Recently, I developed a new boilerplate for Django apps with React. A boilerplate refers to a project that can be used as a base that you start from, allowing you to skip a lot of configuration. The project I developed has the following pre-built features:
- Project configuration that easily lets you toggle between production and local development mode
- Integration with powerful React modules (styled components, react bootstrap, redux)
- Use of TypeScript to allow for a more maintainable code base
- Includes implementations for the most common user access flows that most apps need (sign up, password reset, login, sessions with tokens)
- Page layout with common components that most apps use (cookie banner, footer, nav bar, loading bar)
- Out-of-the-box instant CI/CD with Heroku
In this tutorial, I am going to cover how you can deploy this boilerplate to Heroku very easily.
Setting up the Project
If you don't already have an account, head down to the sign up. We then want to create a new app.
Go to the Deploy section on the App dashboard and choose GitHub as the Deployment method. You can then setup Heroku to sync with your GitHub repository - this is the simplest method in my opinion, because you don't need to install the Heroku CLI and the boilerplate is designed to work without it.
Adding a Postgres Database
For this tutorial, I will be using a postgres database, as the boilerplate is laid about by default to use it. Heroku lets you use a free instance of postgres, simply go to the resources tab and search for it in the search bar.
Heroku will configure the database for us, so we need to store the credentials and inject them into our app. Click on your postgres add-on and you will be taken to a new dashboard for your database. Hit the Settings tab and click on view credentials.
Now, you should see all the information, for your database. Take a screenshot or keep it open in a separate tab.
Setting up Environment Variables
The boilerplate project uses so-called environment variables that are injected into the project when you deploy in production mode.
The os.environ.get method is used to grab any variables from the surrounding system. Heroku lets us define these, as those any typical operating system or hosting platform. Important is that we use the same key names as are in the code. You will also see from the code that the boilerplate is using amazon SES configuration to send emails - I have a tutorial on this if you are not sure how to set it up or you can replace that code with any email provider of your choosing. Same thing applies to the type of database, as you can see it is configured to Postgres here.
To configure environment variables in Heroku, go back to the Settings tab of your app. You will see a Config Vars option - click Reveal Config Vars. We can now add the environment variables that we need, this is where we enter the database information that Heroku gave us earlier.
...and that should be it! You can go to the Deploy tab, start deployment and enjoy the magic.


### Exercise brief
Leave out the images and output the records word for word.

============================================================

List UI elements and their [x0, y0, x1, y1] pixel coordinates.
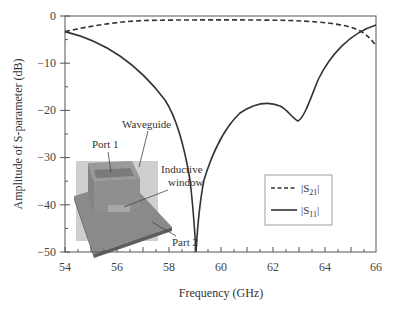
y-tick-label: −40: [37, 198, 56, 212]
x-tick-label: 60: [215, 260, 227, 274]
annotation-part2: Part 2: [172, 236, 198, 248]
x-tick-label: 66: [370, 260, 382, 274]
x-tick-label: 56: [111, 260, 123, 274]
y-tick-label: −30: [37, 150, 56, 164]
inset-waveguide-image: [74, 161, 172, 258]
y-tick-label: 0: [50, 9, 56, 23]
annotation-waveguide: Waveguide: [122, 118, 171, 130]
y-tick-label: −10: [37, 56, 56, 70]
y-axis-title: Amplitude of S-parameter (dB): [11, 59, 25, 210]
legend: |S21| |S11|: [265, 175, 332, 225]
annotation-inductive-window: Inductive: [161, 163, 203, 175]
x-tick-label: 62: [267, 260, 279, 274]
y-tick-label: −20: [37, 103, 56, 117]
x-tick-label: 64: [319, 260, 331, 274]
chart: 0 −10 −20 −30 −40 −50 54 56 58 60 62 64 …: [0, 0, 393, 310]
y-tick-label: −50: [37, 245, 56, 259]
annotation-inductive-window-2: window: [168, 176, 204, 188]
annotation-port1: Port 1: [92, 138, 119, 150]
x-axis-title: Frequency (GHz): [179, 286, 263, 300]
series-s21-line: [65, 20, 376, 46]
x-tick-label: 54: [59, 260, 71, 274]
x-tick-label: 58: [163, 260, 175, 274]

============================================================

### Written reply
List UI elements and their [x0, y0, x1, y1] pixel coordinates.
y-tick-label: −40: [37, 198, 56, 212]
x-tick-label: 60: [215, 260, 227, 274]
annotation-part2: Part 2: [172, 236, 198, 248]
x-tick-label: 66: [370, 260, 382, 274]
x-tick-label: 56: [111, 260, 123, 274]
y-tick-label: −30: [37, 150, 56, 164]
inset-waveguide-image: [74, 161, 172, 258]
y-tick-label: 0: [50, 9, 56, 23]
annotation-waveguide: Waveguide: [122, 118, 171, 130]
y-tick-label: −10: [37, 56, 56, 70]
y-axis-title: Amplitude of S-parameter (dB): [11, 59, 25, 210]
legend: |S21| |S11|: [265, 175, 332, 225]
annotation-inductive-window: Inductive: [161, 163, 203, 175]
x-tick-label: 62: [267, 260, 279, 274]
y-tick-label: −20: [37, 103, 56, 117]
x-tick-label: 64: [319, 260, 331, 274]
chart: 0 −10 −20 −30 −40 −50 54 56 58 60 62 64 …: [0, 0, 393, 310]
y-tick-label: −50: [37, 245, 56, 259]
annotation-inductive-window-2: window: [168, 176, 204, 188]
annotation-port1: Port 1: [92, 138, 119, 150]
x-axis-title: Frequency (GHz): [179, 286, 263, 300]
series-s21-line: [65, 20, 376, 46]
x-tick-label: 54: [59, 260, 71, 274]
x-tick-label: 58: [163, 260, 175, 274]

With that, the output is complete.